One of my most favourite activities is looking at water! Maybe you share that fascination and delight?
This first photo is from the Bracklinn Falls that I told you about. There’s a beautiful bridge over these falls and you often see people standing on the bridge, mesmerised by the sight and the sound of the tumbling waters.
I think when you allow yourself to be captured by the sight of water, you slow down and start to notice more…more colours, more shapes, more ever changing flow and movement.
I know a still photograph doesn’t do justice to the experience but look at how many colours there are in that image! So many more than we see “at first glance”.

This second photo is the Mediterranean. Again, see the colours! What a palette! Standing at the edge of a sea or an ocean is just as mesmerising, just as enchanting, just as meditative, as watching water in a waterfall.

This third photo is the River Forth in the town of my birth, Stirling, with the Wallace Monument in the background. Rivers are especially fascinating, not least because, as Herodotus said
No man ever steps in the same river twice, for it’s not the same river and he’s not the same man
Isn’t it kind of mind boggling to think of a river as a “thing”, to give “it” a name, like we name cats, dogs, people we know? Because what exactly is this river we name? The water in it, which is never the same water, minute by minute? The banks, which change over days, weeks and years? When you look at the River Forth from Stirling Castle you see an astonishing trail of winding, looping water – loops which change over time? Is the river named because we can trace its origin in the hills and its destination in the sea?
Whatever we think a river, it’s clear “it” isn’t a fixed “thing” at all…..and that’s what I find fascinating about water. It’s always changing, always “becoming not being”.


**DIRECTIONS FOR THIS TASK**. The response should be an exact copy of every record.

· · · · ·

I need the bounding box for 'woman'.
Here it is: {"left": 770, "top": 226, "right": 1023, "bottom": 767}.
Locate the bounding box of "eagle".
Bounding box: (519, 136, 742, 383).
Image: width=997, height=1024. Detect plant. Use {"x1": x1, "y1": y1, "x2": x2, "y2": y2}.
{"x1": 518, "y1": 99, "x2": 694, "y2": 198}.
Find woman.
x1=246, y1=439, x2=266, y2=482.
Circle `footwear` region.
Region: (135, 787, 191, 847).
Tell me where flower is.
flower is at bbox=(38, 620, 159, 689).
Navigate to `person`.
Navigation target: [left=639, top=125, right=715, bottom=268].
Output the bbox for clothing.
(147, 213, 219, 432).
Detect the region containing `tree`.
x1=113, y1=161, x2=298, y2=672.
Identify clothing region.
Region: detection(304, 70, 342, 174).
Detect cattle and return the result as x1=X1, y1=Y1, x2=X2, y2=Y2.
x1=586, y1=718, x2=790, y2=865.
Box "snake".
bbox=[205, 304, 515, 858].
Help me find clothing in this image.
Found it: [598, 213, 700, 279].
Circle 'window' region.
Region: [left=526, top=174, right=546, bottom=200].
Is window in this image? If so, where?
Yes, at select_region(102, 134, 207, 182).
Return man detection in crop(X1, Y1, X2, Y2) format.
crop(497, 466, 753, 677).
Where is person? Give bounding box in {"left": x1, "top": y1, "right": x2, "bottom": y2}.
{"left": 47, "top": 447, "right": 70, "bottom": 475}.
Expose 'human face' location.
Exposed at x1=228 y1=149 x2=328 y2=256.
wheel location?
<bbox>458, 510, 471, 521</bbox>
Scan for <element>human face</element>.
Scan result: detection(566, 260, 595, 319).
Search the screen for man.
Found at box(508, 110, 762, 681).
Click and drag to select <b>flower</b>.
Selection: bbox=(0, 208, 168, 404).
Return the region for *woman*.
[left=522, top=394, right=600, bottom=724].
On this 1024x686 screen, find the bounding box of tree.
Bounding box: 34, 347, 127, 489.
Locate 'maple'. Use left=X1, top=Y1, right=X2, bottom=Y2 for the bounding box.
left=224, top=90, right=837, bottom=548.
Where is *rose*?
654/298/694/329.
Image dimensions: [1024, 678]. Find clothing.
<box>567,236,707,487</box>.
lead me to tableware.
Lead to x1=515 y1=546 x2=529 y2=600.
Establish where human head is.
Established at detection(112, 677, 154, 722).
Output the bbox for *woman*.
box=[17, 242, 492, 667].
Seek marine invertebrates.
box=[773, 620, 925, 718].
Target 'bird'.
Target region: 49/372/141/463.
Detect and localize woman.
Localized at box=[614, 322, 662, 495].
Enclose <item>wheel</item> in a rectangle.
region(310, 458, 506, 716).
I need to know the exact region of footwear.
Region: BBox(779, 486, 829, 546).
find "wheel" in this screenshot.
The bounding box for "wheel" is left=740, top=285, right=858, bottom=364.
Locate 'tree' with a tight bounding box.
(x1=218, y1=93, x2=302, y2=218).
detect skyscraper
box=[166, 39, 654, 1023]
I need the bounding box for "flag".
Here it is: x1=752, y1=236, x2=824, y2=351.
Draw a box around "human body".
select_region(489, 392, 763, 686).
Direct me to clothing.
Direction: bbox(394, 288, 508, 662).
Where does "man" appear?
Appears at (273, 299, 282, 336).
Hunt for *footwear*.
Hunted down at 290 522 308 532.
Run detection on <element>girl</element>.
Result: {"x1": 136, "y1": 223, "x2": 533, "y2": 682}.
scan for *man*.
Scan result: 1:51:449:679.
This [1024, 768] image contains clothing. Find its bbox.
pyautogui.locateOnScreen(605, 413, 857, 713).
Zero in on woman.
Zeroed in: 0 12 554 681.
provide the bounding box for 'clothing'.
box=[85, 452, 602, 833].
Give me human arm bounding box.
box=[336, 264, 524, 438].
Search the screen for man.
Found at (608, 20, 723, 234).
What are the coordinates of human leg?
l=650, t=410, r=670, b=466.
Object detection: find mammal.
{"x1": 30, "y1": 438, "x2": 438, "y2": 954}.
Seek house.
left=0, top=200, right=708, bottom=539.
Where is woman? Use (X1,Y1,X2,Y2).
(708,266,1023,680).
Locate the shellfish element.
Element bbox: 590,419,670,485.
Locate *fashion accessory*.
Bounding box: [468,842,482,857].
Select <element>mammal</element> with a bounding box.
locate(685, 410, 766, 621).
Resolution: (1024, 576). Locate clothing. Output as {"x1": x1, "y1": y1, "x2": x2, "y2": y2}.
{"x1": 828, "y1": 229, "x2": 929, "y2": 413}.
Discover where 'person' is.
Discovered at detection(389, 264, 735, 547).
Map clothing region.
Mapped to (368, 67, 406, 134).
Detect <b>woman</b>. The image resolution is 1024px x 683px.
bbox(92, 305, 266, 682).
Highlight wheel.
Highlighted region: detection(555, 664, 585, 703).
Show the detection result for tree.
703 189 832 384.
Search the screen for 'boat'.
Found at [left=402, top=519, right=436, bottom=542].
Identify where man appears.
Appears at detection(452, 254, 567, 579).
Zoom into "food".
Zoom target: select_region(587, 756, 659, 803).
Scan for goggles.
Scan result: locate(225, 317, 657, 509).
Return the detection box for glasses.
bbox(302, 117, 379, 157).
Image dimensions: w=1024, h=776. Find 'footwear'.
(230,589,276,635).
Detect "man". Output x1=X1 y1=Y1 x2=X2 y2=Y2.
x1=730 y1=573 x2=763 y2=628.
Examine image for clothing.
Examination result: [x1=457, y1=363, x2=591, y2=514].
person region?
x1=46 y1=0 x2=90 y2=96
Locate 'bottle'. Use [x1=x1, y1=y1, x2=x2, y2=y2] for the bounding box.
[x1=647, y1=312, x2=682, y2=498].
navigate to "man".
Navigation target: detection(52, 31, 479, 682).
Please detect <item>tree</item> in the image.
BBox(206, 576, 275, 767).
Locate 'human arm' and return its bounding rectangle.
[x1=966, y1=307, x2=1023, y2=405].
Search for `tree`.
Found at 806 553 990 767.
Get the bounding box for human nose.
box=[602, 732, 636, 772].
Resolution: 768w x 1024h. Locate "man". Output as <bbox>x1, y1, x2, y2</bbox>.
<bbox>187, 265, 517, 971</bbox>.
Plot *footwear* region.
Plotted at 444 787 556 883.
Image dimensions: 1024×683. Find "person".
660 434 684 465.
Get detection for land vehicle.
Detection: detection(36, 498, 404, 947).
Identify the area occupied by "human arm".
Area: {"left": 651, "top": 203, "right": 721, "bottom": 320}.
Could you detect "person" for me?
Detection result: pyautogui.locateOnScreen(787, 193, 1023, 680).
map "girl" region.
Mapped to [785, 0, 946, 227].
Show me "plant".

· · · · ·

**EXERCISE OUTPUT**.
I need the bounding box for 'woman'.
Here it is: {"left": 770, "top": 226, "right": 1023, "bottom": 767}.
Locate the bounding box of "eagle".
Bounding box: (519, 136, 742, 383).
Image: width=997, height=1024. Detect plant. Use {"x1": x1, "y1": y1, "x2": x2, "y2": y2}.
{"x1": 518, "y1": 99, "x2": 694, "y2": 198}.
Find woman.
x1=246, y1=439, x2=266, y2=482.
Circle `footwear` region.
Region: (135, 787, 191, 847).
Tell me where flower is.
flower is at bbox=(38, 620, 159, 689).
Navigate to `person`.
Navigation target: [left=639, top=125, right=715, bottom=268].
Output the bbox for clothing.
(147, 213, 219, 432).
Detect the region containing `tree`.
x1=113, y1=161, x2=298, y2=672.
Identify clothing region.
Region: detection(304, 70, 342, 174).
Detect cattle and return the result as x1=X1, y1=Y1, x2=X2, y2=Y2.
x1=586, y1=718, x2=790, y2=865.
Box "snake".
bbox=[205, 304, 515, 858].
Help me find clothing in this image.
Found it: [598, 213, 700, 279].
Circle 'window' region.
Region: [left=526, top=174, right=546, bottom=200].
Is window in this image? If so, where?
Yes, at select_region(102, 134, 207, 182).
Return man detection in crop(X1, Y1, X2, Y2) format.
crop(497, 466, 753, 677).
Where is person? Give bounding box in {"left": x1, "top": y1, "right": x2, "bottom": y2}.
{"left": 47, "top": 447, "right": 70, "bottom": 475}.
Expose 'human face' location.
Exposed at x1=228 y1=149 x2=328 y2=256.
wheel location?
<bbox>458, 510, 471, 521</bbox>
Scan for <element>human face</element>.
Scan result: detection(566, 260, 595, 319).
Search the screen for man.
Found at box(508, 110, 762, 681).
Click and drag to select <b>flower</b>.
Selection: bbox=(0, 208, 168, 404).
Return the region for *woman*.
[left=522, top=394, right=600, bottom=724].
On this 1024x686 screen, find the bounding box of tree.
Bounding box: 34, 347, 127, 489.
Locate 'maple'. Use left=X1, top=Y1, right=X2, bottom=Y2 for the bounding box.
left=224, top=90, right=837, bottom=548.
Where is *rose*?
654/298/694/329.
Image dimensions: [1024, 678]. Find clothing.
<box>567,236,707,487</box>.
lead me to tableware.
Lead to x1=515 y1=546 x2=529 y2=600.
Establish where human head is.
Established at detection(112, 677, 154, 722).
Output the bbox for *woman*.
box=[17, 242, 492, 667].
Seek marine invertebrates.
box=[773, 620, 925, 718].
Target 'bird'.
Target region: 49/372/141/463.
Detect and localize woman.
Localized at box=[614, 322, 662, 495].
Enclose <item>wheel</item> in a rectangle.
region(310, 458, 506, 716).
I need to know the exact region of footwear.
Region: BBox(779, 486, 829, 546).
find "wheel" in this screenshot.
The bounding box for "wheel" is left=740, top=285, right=858, bottom=364.
Locate 'tree' with a tight bounding box.
(x1=218, y1=93, x2=302, y2=218).
detect skyscraper
box=[166, 39, 654, 1023]
I need the bounding box for "flag".
Here it is: x1=752, y1=236, x2=824, y2=351.
Draw a box around "human body".
select_region(489, 392, 763, 686).
Direct me to clothing.
Direction: bbox(394, 288, 508, 662).
Where does "man" appear?
Appears at (273, 299, 282, 336).
Hunt for *footwear*.
Hunted down at 290 522 308 532.
Run detection on <element>girl</element>.
Result: {"x1": 136, "y1": 223, "x2": 533, "y2": 682}.
scan for *man*.
Scan result: 1:51:449:679.
This [1024, 768] image contains clothing. Find its bbox.
pyautogui.locateOnScreen(605, 413, 857, 713).
Zero in on woman.
Zeroed in: 0 12 554 681.
provide the bounding box for 'clothing'.
box=[85, 452, 602, 833].
Give me human arm bounding box.
box=[336, 264, 524, 438].
Search the screen for man.
Found at (608, 20, 723, 234).
What are the coordinates of human leg?
l=650, t=410, r=670, b=466.
Object detection: find mammal.
{"x1": 30, "y1": 438, "x2": 438, "y2": 954}.
Seek house.
left=0, top=200, right=708, bottom=539.
Where is woman? Use (X1,Y1,X2,Y2).
(708,266,1023,680).
Locate the shellfish element.
Element bbox: 590,419,670,485.
Locate *fashion accessory*.
Bounding box: [468,842,482,857].
Select <element>mammal</element> with a bounding box.
locate(685, 410, 766, 621).
Resolution: (1024, 576). Locate clothing. Output as {"x1": x1, "y1": y1, "x2": x2, "y2": y2}.
{"x1": 828, "y1": 229, "x2": 929, "y2": 413}.
Discover where 'person' is.
Discovered at detection(389, 264, 735, 547).
Map clothing region.
Mapped to (368, 67, 406, 134).
Detect <b>woman</b>. The image resolution is 1024px x 683px.
bbox(92, 305, 266, 682).
Highlight wheel.
Highlighted region: detection(555, 664, 585, 703).
Show the detection result for tree.
703 189 832 384.
Search the screen for 'boat'.
Found at [left=402, top=519, right=436, bottom=542].
Identify where man appears.
Appears at detection(452, 254, 567, 579).
Zoom into "food".
Zoom target: select_region(587, 756, 659, 803).
Scan for goggles.
Scan result: locate(225, 317, 657, 509).
Return the detection box for glasses.
bbox(302, 117, 379, 157).
Image dimensions: w=1024, h=776. Find 'footwear'.
(230,589,276,635).
Detect "man". Output x1=X1 y1=Y1 x2=X2 y2=Y2.
x1=730 y1=573 x2=763 y2=628.
Examine image for clothing.
Examination result: [x1=457, y1=363, x2=591, y2=514].
person region?
x1=46 y1=0 x2=90 y2=96
Locate 'bottle'. Use [x1=x1, y1=y1, x2=x2, y2=y2] for the bounding box.
[x1=647, y1=312, x2=682, y2=498].
navigate to "man".
Navigation target: detection(52, 31, 479, 682).
Please detect <item>tree</item> in the image.
BBox(206, 576, 275, 767).
Locate 'human arm' and return its bounding rectangle.
[x1=966, y1=307, x2=1023, y2=405].
Search for `tree`.
Found at 806 553 990 767.
Get the bounding box for human nose.
box=[602, 732, 636, 772].
Resolution: 768w x 1024h. Locate "man". Output as <bbox>x1, y1, x2, y2</bbox>.
<bbox>187, 265, 517, 971</bbox>.
Plot *footwear* region.
Plotted at 444 787 556 883.
Image dimensions: 1024×683. Find "person".
660 434 684 465.
Get detection for land vehicle.
Detection: detection(36, 498, 404, 947).
Identify the area occupied by "human arm".
Area: {"left": 651, "top": 203, "right": 721, "bottom": 320}.
Could you detect "person" for me?
Detection result: pyautogui.locateOnScreen(787, 193, 1023, 680).
map "girl" region.
Mapped to [785, 0, 946, 227].
Show me "plant".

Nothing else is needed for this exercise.